If you’ve ever wondered exactly how rhythm and blues evolved into soul music, then you need only listen to the work of Solomon Burke, who has long been considered one of the key figures in that particular transition. As a man whose spiritual upbringing made him feel a bit sketchy about embracing the more rough-and-tumble elements of R&B, let alone rock ‘n’ roll, Burke took the existing sounds of the day and made them his own, making them smoother yet still more than managing to deliver an emotional impact with the material. In turn, he became known as “The King of Rock ‘n’ Soul,” hence the title of the album that’s brought us here today.

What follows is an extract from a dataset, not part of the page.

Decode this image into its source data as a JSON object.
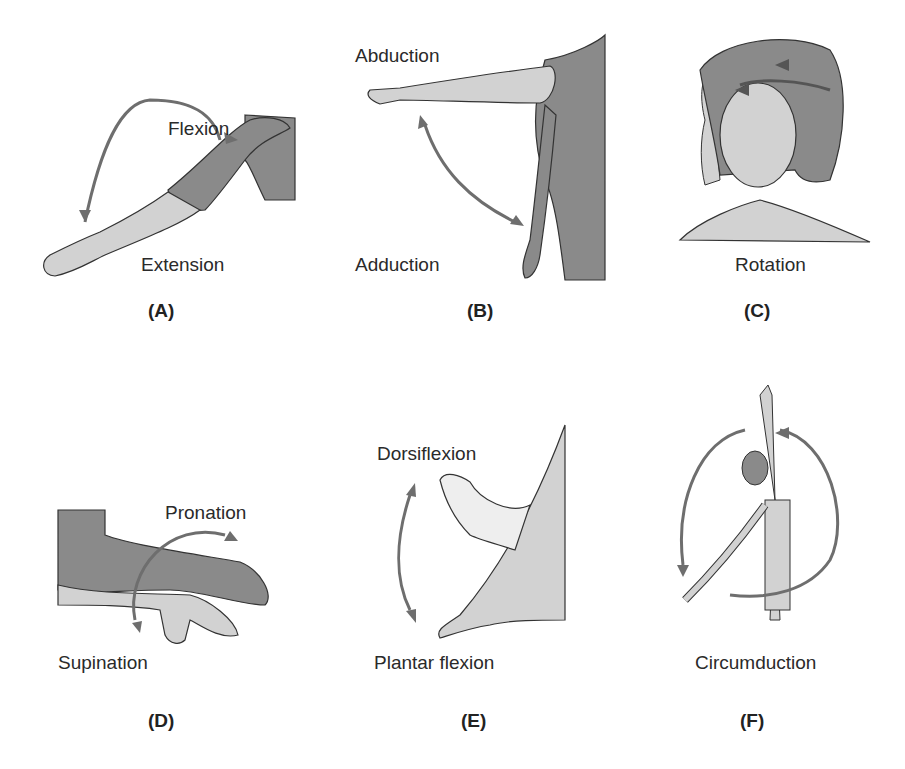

Burke released 38 studio albums during the course of his career, but Rock‘n’Soul is unquestionably among the most fondly-remembered of the bunch, thanks to those aforementioned seven hit singles…and since we know you’re wondering, those singles were, from lowest chart success to highest, “Can’t Nobody Love You” (#66), “He’ll Have to Go” (#51), “You’re Good for Me” (#49), “Cry to Me” (#44), “If You Need Me” (#37), “Goodbye Baby (Baby Goodbye)” (#33), and “Just Out of Reach (Of My Two Open Arms)” (#24). If there’s any question as to Burke’s gift for interpreting material by artists from other musical genres, then it’s certainly dismissed with that take on Jim Reeves’ “He’ll Have to Go,” but it’s notable that Rock‘n’Soul also features a version of Woody Guthrie’s “Hard, Ain’t It Hard.”

In 1963, Burke famously told Jet Magazine that “without soul, there’d be no rock, and without rock, there’d be no soul,” and when he released this album the following year, he provided all the evidence the world would ever need to back up that statement.